Dear Cheng,
On Sun, Feb 22, 2009 at 9:33 PM, Cheng Wang <[email protected]> wrote:
>
> Nowadays we use some large detailed mechanisms to study combustion
> behavior. These
> mechanisms normally involve hundreds (sometimes over 1000) species including
> a lot of
> large hydrocarbons (more than 6 Cs). Because some of these mechanisms are
> generated
> semi-automatically, they include reaction pathways of many isomers. So one
> way to make
> the simulation run faster is to reduce the mechanism by creating
> pseudo-species
> representing all isomers of the same species family. Then the reaction
> pathways involving
> these isomers are combined through lumping process. My plan is to use RDKit
> to identify
> the isomers among the species.
Ok, I think I have it now. You have a set of molecules and you would
like to group together ones that have the same chemical formula.
Somehow it has happened that the RDKit does not have a function to
generate the chemical formula for a molecule, so one would need to
write it from scratch. Here's a simple (and relatively untested) way
of doing this:
#----------------------------
import collections
import Chem
def ChemicalFormula(mol):
""" A molecules' chemical formula
>>> ChemicalFormula(Chem.MolFromSmiles('CC'))
'C2H6'
>>> ChemicalFormula(Chem.MolFromSmiles('C(=O)O'))
'CH2O2'
>>> ChemicalFormula(Chem.MolFromSmiles('C(=O)[O-]'))
'CHO2'
>>> ChemicalFormula(Chem.MolFromSmiles('C(=O)'))
'CH2O'
"""
cnts=collections.defaultdict(int)
for atom in mol.GetAtoms():
symb = atom.GetSymbol()
hs = atom.GetTotalNumHs()
cnts[symb]+=1
cnts['H']+=hs
ks = cnts.keys()
ks.sort()
res=''
for k in ks:
res+=k
if cnts[k]>1:
res+=str(cnts[k])
return res
#----------------------------
For your purposes, this could be simplified a bit since you don't
really need the result as a string, but assuming I understood what you
want to do correctly, this should get you started.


# Task instructions
Every entry that follows should be output again, word for word.

Stored data entries:
BEGIN

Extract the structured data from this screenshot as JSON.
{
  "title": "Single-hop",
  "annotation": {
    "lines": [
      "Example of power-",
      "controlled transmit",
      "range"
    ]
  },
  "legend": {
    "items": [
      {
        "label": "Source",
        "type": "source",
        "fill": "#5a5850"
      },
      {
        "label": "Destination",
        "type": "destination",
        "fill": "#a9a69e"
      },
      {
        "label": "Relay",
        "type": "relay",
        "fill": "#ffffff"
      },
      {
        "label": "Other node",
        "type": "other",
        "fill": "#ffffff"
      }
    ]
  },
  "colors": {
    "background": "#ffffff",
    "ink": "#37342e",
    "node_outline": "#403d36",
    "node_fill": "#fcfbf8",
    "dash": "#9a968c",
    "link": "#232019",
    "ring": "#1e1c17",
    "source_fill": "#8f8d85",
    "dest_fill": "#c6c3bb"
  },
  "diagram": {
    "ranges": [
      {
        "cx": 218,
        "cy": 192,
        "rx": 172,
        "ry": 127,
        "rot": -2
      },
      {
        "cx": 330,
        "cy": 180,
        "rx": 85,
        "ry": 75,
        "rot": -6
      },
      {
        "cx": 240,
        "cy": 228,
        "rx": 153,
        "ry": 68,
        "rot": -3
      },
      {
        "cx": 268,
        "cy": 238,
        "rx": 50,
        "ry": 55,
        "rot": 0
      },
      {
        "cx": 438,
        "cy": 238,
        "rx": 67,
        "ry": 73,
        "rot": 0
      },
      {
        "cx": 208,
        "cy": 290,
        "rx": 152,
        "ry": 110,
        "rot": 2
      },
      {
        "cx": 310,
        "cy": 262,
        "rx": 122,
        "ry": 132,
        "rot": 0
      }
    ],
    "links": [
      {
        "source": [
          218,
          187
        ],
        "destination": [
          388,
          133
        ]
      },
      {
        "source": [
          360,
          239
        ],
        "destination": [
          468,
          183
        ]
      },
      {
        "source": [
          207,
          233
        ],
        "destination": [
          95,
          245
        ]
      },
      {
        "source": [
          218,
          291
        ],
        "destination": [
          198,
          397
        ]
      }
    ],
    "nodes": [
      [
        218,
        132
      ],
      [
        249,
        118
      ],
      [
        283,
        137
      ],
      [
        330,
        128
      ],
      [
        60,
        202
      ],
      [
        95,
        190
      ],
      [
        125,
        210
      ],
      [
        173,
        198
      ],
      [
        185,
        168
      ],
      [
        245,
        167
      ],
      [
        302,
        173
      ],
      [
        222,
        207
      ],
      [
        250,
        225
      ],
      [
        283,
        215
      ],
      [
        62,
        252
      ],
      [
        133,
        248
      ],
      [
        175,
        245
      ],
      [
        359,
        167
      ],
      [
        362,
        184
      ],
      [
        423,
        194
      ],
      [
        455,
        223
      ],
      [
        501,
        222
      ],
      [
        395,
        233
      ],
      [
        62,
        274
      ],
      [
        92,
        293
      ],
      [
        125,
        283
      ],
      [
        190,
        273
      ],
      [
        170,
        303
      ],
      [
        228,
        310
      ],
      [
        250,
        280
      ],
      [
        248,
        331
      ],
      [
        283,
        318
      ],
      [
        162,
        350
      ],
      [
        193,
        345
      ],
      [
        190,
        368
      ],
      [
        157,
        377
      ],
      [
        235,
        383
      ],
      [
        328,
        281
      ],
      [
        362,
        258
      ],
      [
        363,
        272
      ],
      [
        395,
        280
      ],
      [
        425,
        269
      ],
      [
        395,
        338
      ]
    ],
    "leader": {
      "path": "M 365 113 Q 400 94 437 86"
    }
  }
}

END

# Task output
Extract the structured data from this screenshot as JSON.
{
  "title": "Single-hop",
  "annotation": {
    "lines": [
      "Example of power-",
      "controlled transmit",
      "range"
    ]
  },
  "legend": {
    "items": [
      {
        "label": "Source",
        "type": "source",
        "fill": "#5a5850"
      },
      {
        "label": "Destination",
        "type": "destination",
        "fill": "#a9a69e"
      },
      {
        "label": "Relay",
        "type": "relay",
        "fill": "#ffffff"
      },
      {
        "label": "Other node",
        "type": "other",
        "fill": "#ffffff"
      }
    ]
  },
  "colors": {
    "background": "#ffffff",
    "ink": "#37342e",
    "node_outline": "#403d36",
    "node_fill": "#fcfbf8",
    "dash": "#9a968c",
    "link": "#232019",
    "ring": "#1e1c17",
    "source_fill": "#8f8d85",
    "dest_fill": "#c6c3bb"
  },
  "diagram": {
    "ranges": [
      {
        "cx": 218,
        "cy": 192,
        "rx": 172,
        "ry": 127,
        "rot": -2
      },
      {
        "cx": 330,
        "cy": 180,
        "rx": 85,
        "ry": 75,
        "rot": -6
      },
      {
        "cx": 240,
        "cy": 228,
        "rx": 153,
        "ry": 68,
        "rot": -3
      },
      {
        "cx": 268,
        "cy": 238,
        "rx": 50,
        "ry": 55,
        "rot": 0
      },
      {
        "cx": 438,
        "cy": 238,
        "rx": 67,
        "ry": 73,
        "rot": 0
      },
      {
        "cx": 208,
        "cy": 290,
        "rx": 152,
        "ry": 110,
        "rot": 2
      },
      {
        "cx": 310,
        "cy": 262,
        "rx": 122,
        "ry": 132,
        "rot": 0
      }
    ],
    "links": [
      {
        "source": [
          218,
          187
        ],
        "destination": [
          388,
          133
        ]
      },
      {
        "source": [
          360,
          239
        ],
        "destination": [
          468,
          183
        ]
      },
      {
        "source": [
          207,
          233
        ],
        "destination": [
          95,
          245
        ]
      },
      {
        "source": [
          218,
          291
        ],
        "destination": [
          198,
          397
        ]
      }
    ],
    "nodes": [
      [
        218,
        132
      ],
      [
        249,
        118
      ],
      [
        283,
        137
      ],
      [
        330,
        128
      ],
      [
        60,
        202
      ],
      [
        95,
        190
      ],
      [
        125,
        210
      ],
      [
        173,
        198
      ],
      [
        185,
        168
      ],
      [
        245,
        167
      ],
      [
        302,
        173
      ],
      [
        222,
        207
      ],
      [
        250,
        225
      ],
      [
        283,
        215
      ],
      [
        62,
        252
      ],
      [
        133,
        248
      ],
      [
        175,
        245
      ],
      [
        359,
        167
      ],
      [
        362,
        184
      ],
      [
        423,
        194
      ],
      [
        455,
        223
      ],
      [
        501,
        222
      ],
      [
        395,
        233
      ],
      [
        62,
        274
      ],
      [
        92,
        293
      ],
      [
        125,
        283
      ],
      [
        190,
        273
      ],
      [
        170,
        303
      ],
      [
        228,
        310
      ],
      [
        250,
        280
      ],
      [
        248,
        331
      ],
      [
        283,
        318
      ],
      [
        162,
        350
      ],
      [
        193,
        345
      ],
      [
        190,
        368
      ],
      [
        157,
        377
      ],
      [
        235,
        383
      ],
      [
        328,
        281
      ],
      [
        362,
        258
      ],
      [
        363,
        272
      ],
      [
        395,
        280
      ],
      [
        425,
        269
      ],
      [
        395,
        338
      ]
    ],
    "leader": {
      "path": "M 365 113 Q 400 94 437 86"
    }
  }
}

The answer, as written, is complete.